A revolution is coming to IT operations. Configuration management tools can build servers in seconds, and automate your entire network. Tools like Puppet are essential to taking full advantage of the power of cloud computing, and building reliable, scalable, secure, high-performance systems.
The Puppet 2.7 Cookbook takes you beyond the basics to explore the full power of Puppet, showing you in detail how to tackle a variety of real-world problems and applications. At every step it shows you exactly what commands you need to type, and includes full code samples for every recipe.
Initially when I started to work with puppet I found it hard to manage my modules, certificates and various conf files. In these terms I found this book a practical and handy guide, with lot of best practices.
The best part is the way each content is organized. Each topic is distributed into following sections “Getting ready”, “How to do it”, “How it works”, “There's more”, and “See also”. This made things detailed and clear for me.
Even if you have done puppet set-up in this book you might find some useful info which can make things easier or better. For example, this books, talks about various puppet.conf parameters (as common as modulepath and as unknown as usecacheonfailure, ).
Another good thing which I felt that apart from managing Application, Packages and Virtual resources, this book covered Reporting and graphing. Though I haven't tried reporting and graphing yet, but courtesy this book I might try that soon.
The only 2 things to keep in mind regarding this book. First, it is not for beginners and demands some understanding of Puppet and Linux (though author has mentioned in the book, but thought you should be aware). Second, it is not purely a “How do I” kind of book.
This book was filled full of wonderful information. Having been using puppet for the past year, I knew there were bits and pieces that I wasn't aware and this book really helped fill in my knowledge gaps. The online puppet docs are nice, but they don't easily convey tidbits like using "puppet resource" to build manifests on currently configured services or using the "cft" command to record actions for auto-generating a manifest.
The only thing I wish the book would have included would have been some more details on organization of modules (such as creating a hierarchy of services or configs) and integration with other services such as storing users or hosts into LDAP or similar directory service.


* **Directions**:
Copy out each line below in which the string "Socio" appears.

───── Input material ─────

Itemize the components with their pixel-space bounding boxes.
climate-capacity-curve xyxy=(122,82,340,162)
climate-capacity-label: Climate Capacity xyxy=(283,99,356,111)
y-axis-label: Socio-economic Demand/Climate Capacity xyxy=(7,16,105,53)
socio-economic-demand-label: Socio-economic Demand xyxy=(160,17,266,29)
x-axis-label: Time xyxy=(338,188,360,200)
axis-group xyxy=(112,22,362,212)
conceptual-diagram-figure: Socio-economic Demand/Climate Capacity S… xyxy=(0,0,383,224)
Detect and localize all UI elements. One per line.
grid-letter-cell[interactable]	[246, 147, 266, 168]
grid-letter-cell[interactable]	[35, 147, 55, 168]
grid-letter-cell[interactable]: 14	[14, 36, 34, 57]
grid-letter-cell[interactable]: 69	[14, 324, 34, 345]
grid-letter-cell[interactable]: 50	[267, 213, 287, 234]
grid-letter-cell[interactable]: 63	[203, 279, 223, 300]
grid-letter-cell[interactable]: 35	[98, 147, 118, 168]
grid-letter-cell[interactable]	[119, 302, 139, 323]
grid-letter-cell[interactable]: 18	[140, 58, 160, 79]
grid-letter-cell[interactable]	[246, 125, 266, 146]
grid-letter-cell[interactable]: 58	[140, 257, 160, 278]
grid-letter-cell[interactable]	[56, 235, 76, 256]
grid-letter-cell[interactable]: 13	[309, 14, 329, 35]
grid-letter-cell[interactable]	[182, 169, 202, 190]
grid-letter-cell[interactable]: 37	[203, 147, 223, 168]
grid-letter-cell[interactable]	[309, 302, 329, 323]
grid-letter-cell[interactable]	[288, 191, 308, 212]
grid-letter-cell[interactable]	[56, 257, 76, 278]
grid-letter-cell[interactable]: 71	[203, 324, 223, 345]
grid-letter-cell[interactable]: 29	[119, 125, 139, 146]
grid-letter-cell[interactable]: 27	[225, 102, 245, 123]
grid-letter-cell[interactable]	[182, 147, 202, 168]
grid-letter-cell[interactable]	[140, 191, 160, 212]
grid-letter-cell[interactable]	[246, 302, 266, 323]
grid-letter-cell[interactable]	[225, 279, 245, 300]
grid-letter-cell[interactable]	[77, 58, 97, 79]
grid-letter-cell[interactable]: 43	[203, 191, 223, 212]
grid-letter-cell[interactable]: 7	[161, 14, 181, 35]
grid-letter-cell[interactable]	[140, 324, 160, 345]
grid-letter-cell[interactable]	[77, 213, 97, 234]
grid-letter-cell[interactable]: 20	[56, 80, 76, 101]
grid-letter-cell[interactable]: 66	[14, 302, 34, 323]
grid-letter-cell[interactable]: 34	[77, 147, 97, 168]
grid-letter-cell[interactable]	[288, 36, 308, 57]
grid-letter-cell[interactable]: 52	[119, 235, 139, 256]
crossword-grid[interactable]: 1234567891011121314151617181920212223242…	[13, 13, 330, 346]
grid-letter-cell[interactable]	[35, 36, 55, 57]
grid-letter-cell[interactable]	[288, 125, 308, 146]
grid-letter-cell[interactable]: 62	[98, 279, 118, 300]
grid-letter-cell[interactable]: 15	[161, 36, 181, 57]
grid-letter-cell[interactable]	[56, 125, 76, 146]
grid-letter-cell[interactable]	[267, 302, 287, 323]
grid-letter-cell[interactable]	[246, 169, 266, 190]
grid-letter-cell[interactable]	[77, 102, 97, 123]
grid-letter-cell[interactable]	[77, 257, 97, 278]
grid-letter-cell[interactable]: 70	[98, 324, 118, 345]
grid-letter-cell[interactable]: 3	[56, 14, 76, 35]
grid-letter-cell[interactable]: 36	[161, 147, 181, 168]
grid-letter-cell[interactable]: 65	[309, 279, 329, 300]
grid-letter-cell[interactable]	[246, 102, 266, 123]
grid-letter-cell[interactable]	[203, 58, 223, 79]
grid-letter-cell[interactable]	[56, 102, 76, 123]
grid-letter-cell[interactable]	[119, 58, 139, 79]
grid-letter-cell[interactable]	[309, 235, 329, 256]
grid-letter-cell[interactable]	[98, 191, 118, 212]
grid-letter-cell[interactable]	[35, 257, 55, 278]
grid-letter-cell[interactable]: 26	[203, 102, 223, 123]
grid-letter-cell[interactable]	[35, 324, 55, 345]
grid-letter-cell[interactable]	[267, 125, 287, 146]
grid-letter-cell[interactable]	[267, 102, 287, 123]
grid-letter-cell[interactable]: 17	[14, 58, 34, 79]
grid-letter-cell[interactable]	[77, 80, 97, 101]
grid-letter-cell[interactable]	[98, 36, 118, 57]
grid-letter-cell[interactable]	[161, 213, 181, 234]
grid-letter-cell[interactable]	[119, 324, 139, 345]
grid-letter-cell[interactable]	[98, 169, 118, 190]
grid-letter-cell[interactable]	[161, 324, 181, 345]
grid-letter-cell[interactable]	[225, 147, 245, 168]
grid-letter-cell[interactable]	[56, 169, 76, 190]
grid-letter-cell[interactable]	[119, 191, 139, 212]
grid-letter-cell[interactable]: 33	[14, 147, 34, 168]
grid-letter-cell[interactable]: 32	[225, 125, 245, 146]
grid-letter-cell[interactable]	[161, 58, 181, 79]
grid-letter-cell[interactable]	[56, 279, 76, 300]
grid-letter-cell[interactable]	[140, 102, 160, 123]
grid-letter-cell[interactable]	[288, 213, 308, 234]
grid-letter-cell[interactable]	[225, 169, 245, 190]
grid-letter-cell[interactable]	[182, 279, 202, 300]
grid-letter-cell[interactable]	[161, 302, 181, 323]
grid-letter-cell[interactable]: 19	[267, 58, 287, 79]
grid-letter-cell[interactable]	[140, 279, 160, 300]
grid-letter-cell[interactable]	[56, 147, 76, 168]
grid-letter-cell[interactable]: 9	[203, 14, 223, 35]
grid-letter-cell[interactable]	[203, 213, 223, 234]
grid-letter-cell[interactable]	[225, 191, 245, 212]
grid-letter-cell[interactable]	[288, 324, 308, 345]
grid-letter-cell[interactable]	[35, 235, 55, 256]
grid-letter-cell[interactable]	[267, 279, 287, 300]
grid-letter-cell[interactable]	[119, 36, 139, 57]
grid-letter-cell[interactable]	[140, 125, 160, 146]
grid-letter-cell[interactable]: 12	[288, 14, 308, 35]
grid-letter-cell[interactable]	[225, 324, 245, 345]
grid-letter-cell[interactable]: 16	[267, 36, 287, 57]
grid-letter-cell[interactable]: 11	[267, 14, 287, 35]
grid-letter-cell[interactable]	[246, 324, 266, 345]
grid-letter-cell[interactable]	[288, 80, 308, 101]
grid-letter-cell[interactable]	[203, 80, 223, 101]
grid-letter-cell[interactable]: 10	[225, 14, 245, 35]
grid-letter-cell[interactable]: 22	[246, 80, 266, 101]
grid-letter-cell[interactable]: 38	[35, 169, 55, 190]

─────

* **Written reply**:
y-axis-label: Socio-economic Demand/Climate Capacity xyxy=(7,16,105,53)
socio-economic-demand-label: Socio-economic Demand xyxy=(160,17,266,29)
conceptual-diagram-figure: Socio-economic Demand/Climate Capacity S… xyxy=(0,0,383,224)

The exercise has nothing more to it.